From a 3-D printer. Also, printed meat, though that’s actually harder, surprisingly. Could be handy on a space ship, though.
Faster, please.
From a 3-D printer. Also, printed meat, though that’s actually harder, surprisingly. Could be handy on a space ship, though.
Faster, please.
That are killing you.
Just how ignorant is its namesake about it?
Well, to be fair, he could be just lying.
[Update a while later]
Unravel it, and you get a train wreck.
Actually, you get a train wreck just in trying to implement it:
Baucus isn’t the only Capitol Hill Democrat worried about a “train wreck,” according to The Hill. Even those not yet on Capitol Hill have distanced themselves from the unpopular program. Elizabeth Colbert Busch, a Democrat running for a House seat in a South Carolina special election, called the ACA “extremely problematic.”
As 2014 draws ever closer, and the true scale of the problems of ObamaCare become apparent, expect more Democratic incumbents to commiserate with their constituents about the “extremely problematic” “train wreck” they imposed on them. They had better not expect the voters to let them off the hook, however, no matter how many times Obama tells them they have nothing to worry about.
Everyone running next year against an opponent who voted for this monstrosity should make it a focus of their campaign. Even if the opponent renounces their own vote to attempt to save their seat (that’s the polite word…), their judgment should be called into question.
I hadn’t known about this:
Researchers are making headway in mapping the genes that help bees overcome these obstacles, including which genes help them safely break down pesticides. Now researchers have identified several compounds that help turn on those genes. They’re present in honey, something commercial bees don’t get to keep–their food supply is taken for human use, and bees are feed sweet substitutes like corn syrup.
Wenfu Mao and colleagues found three compounds in honey that increase the expression of a gene that helps bees metabolize pesticides. The most important chemical is something called p-coumaric acid, which is found in pollen cells. By eating honey, which contains pollen, the bees are exposed to a compound that basically boosts their ability to break down dangerous chemicals. So honey substitutes like high-fructose corn syrup may compromise their health.
You don’t say. Corn syrup isn’t good for anyone. No reason to think it would keep a bee healthy, but apparently the industry fooled themselves into thinking so.
Now that they understand this, maybe there’s something they can do about it, and still harvest honey.
The lower limit of them compatible with human life is apparently zero.
It’s not a new result, but worth pointing out. #Paleo
Are we on the verge of conquering it?
The comments are sort of interesting. A lot of the naturalistic fallacy is showing up there. I found particularly amusing the one commenter who couldn’t imagine that evolution could make a mistake.
[Via Geek Press]
Is it good, or bad for you?
This article is like much nutritional “science” (including the lipidophobia), but it’s much more entertaining.
…and confusion about eggs and fish at the New York Times.
How they saved lives in Boston.
As the old expression goes, it’s an ill wind that blows no good.
I’m sure that this is just a coincidence:
It’s an interesting coincidence that this increase in obesity started roughly at the same time that the U.S. government started to advocate low-fat, high-carb diets. I remember that period pretty clearly, because I thought it was wonderful. Entenmann’s came out with no-fat pastries — the no-fat cherry coffeecake was one of my favorites — I could eat as much rice as I wanted, pasta was good and more pasta was better, as long as you didn’t use butter because of the evil saturated fat and cholesterol. But margarine, rich in transfats made by hydrogenating corn oil, was much better.
I remember that period clearly, too. It was during that time, after my father’s first heart attack at age 44, that the health gurus told him to go low-fat and eat more grains. Ten years later, he had another one, from which he died a month later. I blame the FDA/nutrition-industrial complex for his death (though it didn’t help that he smoked and had grown up on bagels, knishes and potatoes). And I find it particularly galling when idiots think that it’s anti-science to not buy the health-destroying junk science of the conventional wisdom, when the actual science indicates that it’s killing us.
[Update a couple minutes later]
In reading the Yglesias piece, it’s worth pointing out the flaw in the logic. No one is claiming that humans aren’t capable of rapidly evolving to accommodate dietary changes. That’s a straw man.
The issue is whether or not there is any evolutionary pressure for us to evolve to be healthy with a modern big-agro diet. In short, there is not. If you’re lactose intolerant in a dairy-based society, you’re unlikely to thrive or reproduce. But when it comes to grains, people do just fine on such diets when young, in terms of reaching reproductive age and rearing kids. The bad effects hit us generally later in life, when our genes no longer care (yes, I’m anthropomorphizing, but you know what I mean) whether we live or die, or are healthy or ill. So we go on, generation after generation, continuing to eat crap that’s bad for us, and our bodies not bothering to adapt.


● EXERCISE
Report all lines of the data below that hold the word "column".

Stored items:

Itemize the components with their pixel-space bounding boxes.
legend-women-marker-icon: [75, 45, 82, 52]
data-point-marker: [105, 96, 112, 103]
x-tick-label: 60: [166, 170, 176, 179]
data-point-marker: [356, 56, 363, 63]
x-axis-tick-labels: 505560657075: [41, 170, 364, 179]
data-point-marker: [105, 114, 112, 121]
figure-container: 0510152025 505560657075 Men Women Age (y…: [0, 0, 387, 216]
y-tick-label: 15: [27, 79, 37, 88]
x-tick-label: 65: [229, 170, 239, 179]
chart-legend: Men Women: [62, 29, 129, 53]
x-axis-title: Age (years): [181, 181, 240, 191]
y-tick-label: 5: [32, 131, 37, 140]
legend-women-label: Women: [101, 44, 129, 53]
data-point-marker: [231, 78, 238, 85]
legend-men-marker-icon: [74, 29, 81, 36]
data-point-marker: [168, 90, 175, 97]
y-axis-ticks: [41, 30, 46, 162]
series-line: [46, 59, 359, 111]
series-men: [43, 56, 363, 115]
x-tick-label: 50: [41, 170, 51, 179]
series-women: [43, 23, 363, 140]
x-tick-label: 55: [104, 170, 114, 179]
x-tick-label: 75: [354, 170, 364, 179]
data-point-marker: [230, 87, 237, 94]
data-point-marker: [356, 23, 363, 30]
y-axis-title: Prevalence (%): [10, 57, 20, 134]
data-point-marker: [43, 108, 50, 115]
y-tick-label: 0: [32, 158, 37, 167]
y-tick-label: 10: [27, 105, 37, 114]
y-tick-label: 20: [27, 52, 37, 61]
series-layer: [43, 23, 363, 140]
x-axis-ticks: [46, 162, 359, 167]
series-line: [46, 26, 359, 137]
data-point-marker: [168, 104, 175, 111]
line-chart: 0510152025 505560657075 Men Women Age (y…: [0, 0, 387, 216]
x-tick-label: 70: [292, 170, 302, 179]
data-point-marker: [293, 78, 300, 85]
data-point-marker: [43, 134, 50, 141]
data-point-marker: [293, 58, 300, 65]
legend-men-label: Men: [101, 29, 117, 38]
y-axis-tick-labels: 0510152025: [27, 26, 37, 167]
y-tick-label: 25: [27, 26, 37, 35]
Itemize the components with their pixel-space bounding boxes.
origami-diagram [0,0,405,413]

==

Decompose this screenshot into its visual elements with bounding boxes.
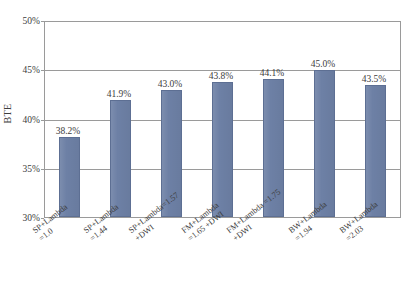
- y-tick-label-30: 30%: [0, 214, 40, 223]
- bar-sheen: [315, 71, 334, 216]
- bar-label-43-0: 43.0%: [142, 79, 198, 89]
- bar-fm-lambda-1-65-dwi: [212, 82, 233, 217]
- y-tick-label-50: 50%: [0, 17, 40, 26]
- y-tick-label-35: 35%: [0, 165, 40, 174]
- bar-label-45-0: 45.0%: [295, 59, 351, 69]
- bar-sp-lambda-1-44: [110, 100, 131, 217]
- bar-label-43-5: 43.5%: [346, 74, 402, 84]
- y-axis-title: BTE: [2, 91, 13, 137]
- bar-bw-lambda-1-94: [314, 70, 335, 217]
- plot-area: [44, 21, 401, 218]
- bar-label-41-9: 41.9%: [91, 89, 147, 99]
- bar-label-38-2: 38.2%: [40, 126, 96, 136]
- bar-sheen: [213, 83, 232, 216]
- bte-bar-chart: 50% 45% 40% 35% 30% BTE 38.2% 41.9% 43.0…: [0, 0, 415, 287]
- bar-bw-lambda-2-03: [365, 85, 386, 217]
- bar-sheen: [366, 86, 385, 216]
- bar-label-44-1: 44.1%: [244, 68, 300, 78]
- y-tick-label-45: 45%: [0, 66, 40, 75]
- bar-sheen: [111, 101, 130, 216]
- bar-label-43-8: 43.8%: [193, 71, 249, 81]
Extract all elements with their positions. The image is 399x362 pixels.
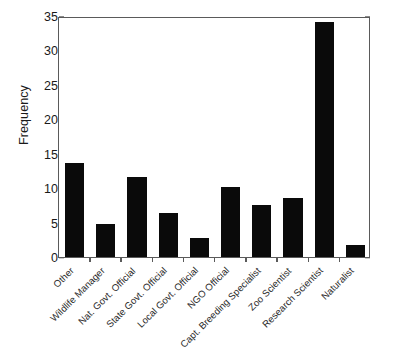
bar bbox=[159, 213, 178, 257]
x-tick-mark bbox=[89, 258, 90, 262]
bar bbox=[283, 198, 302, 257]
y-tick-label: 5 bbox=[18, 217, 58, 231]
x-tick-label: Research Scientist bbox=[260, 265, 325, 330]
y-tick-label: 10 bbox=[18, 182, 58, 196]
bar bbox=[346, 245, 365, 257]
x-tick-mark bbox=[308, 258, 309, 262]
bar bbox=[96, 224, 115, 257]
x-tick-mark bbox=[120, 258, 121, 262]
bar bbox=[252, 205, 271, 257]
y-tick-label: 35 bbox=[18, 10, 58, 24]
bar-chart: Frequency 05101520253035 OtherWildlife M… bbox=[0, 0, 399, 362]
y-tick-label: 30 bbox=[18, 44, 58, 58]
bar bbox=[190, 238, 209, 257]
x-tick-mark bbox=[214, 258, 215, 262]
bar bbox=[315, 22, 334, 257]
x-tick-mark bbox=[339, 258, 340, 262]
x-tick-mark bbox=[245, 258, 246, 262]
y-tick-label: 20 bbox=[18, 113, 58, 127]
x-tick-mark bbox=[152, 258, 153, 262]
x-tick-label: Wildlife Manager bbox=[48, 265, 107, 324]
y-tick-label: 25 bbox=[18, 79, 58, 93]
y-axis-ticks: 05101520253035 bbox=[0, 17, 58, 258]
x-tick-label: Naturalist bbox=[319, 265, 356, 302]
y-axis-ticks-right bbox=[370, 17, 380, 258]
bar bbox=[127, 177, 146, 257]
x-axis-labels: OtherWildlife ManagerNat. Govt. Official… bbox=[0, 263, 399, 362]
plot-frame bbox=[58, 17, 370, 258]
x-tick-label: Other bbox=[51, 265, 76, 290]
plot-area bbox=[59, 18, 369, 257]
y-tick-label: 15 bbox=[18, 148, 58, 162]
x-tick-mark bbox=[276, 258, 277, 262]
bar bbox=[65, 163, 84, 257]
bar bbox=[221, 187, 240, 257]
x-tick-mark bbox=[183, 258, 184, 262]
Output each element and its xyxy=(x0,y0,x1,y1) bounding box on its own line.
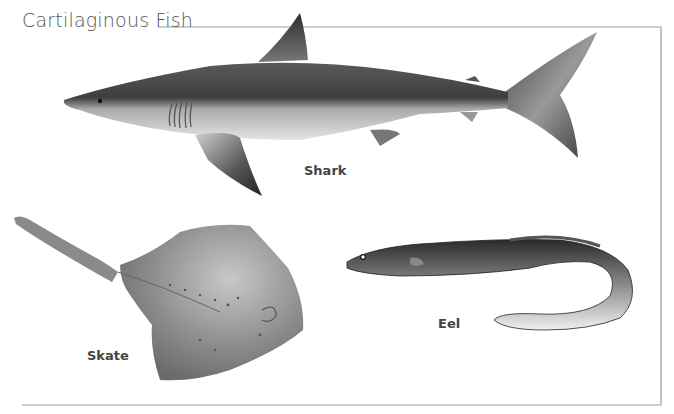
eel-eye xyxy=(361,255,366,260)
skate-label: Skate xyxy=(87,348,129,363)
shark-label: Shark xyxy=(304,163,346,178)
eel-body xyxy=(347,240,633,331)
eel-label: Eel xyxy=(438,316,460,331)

--

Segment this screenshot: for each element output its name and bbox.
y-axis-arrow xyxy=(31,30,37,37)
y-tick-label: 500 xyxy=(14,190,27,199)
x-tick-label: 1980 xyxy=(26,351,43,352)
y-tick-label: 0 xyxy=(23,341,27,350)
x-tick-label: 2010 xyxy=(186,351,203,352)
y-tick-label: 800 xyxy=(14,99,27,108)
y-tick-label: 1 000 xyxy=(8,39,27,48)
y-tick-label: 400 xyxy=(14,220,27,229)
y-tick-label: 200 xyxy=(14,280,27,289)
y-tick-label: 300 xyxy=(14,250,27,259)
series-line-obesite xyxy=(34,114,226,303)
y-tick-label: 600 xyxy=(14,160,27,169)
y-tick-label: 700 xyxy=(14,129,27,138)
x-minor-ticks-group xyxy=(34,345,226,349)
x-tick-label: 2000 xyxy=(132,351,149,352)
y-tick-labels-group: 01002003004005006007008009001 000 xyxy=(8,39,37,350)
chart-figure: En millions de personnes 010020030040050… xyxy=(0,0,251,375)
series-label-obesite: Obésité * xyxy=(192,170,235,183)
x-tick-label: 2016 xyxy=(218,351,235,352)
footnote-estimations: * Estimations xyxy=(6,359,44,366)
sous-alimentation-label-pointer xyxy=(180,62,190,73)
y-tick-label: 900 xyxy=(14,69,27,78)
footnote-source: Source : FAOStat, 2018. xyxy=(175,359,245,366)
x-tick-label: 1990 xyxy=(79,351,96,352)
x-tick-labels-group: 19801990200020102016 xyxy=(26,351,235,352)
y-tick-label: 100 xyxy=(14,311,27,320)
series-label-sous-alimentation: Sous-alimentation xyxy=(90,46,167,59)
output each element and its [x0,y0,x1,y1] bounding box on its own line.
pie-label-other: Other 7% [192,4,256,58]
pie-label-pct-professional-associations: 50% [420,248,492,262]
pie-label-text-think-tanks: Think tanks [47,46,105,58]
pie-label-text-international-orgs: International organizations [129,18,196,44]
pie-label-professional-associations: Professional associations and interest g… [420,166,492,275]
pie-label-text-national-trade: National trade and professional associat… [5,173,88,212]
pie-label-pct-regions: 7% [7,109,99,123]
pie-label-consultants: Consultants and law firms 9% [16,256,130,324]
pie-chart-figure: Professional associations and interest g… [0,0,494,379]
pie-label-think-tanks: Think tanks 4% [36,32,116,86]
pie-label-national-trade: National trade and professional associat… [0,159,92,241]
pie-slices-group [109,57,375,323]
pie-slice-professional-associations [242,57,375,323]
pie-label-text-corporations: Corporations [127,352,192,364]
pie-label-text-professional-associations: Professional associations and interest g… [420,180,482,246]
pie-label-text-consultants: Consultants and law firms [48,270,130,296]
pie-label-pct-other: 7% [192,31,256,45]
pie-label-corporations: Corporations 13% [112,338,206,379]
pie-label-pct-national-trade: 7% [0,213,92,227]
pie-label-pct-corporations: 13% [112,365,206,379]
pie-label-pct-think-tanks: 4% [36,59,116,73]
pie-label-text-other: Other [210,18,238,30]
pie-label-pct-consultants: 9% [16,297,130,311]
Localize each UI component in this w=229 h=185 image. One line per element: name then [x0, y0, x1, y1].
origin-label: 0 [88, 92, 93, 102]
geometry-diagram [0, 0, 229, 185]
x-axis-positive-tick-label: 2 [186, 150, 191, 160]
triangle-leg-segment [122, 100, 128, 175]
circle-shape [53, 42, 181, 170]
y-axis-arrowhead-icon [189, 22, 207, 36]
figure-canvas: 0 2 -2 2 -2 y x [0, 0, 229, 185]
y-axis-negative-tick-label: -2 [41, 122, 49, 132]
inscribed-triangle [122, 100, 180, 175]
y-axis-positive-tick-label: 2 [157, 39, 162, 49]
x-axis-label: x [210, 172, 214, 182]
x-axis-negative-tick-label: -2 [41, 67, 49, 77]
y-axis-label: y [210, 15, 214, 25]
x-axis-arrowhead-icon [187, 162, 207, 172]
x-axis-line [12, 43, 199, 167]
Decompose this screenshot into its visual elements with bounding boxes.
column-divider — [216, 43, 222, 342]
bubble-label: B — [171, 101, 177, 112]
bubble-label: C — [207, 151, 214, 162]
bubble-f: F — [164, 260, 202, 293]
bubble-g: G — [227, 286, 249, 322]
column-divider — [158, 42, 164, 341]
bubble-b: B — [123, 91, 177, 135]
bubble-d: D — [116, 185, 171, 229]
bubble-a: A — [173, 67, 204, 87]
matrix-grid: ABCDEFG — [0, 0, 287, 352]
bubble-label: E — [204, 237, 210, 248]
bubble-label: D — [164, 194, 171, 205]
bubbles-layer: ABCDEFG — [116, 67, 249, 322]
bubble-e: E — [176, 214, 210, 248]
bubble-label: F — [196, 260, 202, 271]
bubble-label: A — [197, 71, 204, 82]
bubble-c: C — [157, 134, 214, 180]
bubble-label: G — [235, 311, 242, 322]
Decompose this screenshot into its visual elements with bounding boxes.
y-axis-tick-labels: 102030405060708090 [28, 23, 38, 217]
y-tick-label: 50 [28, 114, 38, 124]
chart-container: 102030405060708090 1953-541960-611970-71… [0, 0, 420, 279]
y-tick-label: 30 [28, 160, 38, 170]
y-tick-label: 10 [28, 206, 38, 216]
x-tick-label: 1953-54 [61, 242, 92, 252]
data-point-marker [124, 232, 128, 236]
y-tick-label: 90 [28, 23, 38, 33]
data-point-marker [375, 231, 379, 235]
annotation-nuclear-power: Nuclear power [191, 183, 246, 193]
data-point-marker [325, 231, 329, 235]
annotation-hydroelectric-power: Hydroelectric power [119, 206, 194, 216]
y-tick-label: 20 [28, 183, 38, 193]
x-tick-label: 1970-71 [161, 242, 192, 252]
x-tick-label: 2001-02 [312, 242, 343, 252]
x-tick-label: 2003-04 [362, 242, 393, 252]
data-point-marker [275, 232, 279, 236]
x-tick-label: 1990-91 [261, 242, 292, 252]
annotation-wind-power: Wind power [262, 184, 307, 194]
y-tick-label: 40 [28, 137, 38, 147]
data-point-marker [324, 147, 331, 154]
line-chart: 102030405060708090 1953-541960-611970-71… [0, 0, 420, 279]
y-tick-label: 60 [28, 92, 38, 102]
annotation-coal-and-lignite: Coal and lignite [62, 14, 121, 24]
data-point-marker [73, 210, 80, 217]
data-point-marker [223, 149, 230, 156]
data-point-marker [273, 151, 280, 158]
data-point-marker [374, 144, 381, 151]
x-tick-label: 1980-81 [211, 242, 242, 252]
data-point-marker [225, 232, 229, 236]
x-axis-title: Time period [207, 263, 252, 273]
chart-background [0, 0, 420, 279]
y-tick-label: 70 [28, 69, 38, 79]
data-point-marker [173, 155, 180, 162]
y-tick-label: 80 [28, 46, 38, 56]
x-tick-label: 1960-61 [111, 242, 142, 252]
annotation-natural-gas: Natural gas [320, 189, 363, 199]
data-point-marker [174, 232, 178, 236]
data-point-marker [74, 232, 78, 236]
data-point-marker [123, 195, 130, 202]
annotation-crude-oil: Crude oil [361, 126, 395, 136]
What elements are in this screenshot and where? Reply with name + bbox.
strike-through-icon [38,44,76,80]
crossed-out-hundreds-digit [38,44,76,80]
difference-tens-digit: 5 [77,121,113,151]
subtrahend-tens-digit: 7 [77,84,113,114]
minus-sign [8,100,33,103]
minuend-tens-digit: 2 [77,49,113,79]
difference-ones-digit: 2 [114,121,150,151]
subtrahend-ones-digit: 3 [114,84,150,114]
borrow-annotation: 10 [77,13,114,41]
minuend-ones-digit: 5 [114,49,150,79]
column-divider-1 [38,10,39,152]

● WRITTEN REPLY
column-divider — [216, 43, 222, 342]
column-divider — [158, 42, 164, 341]
column-divider-1 [38,10,39,152]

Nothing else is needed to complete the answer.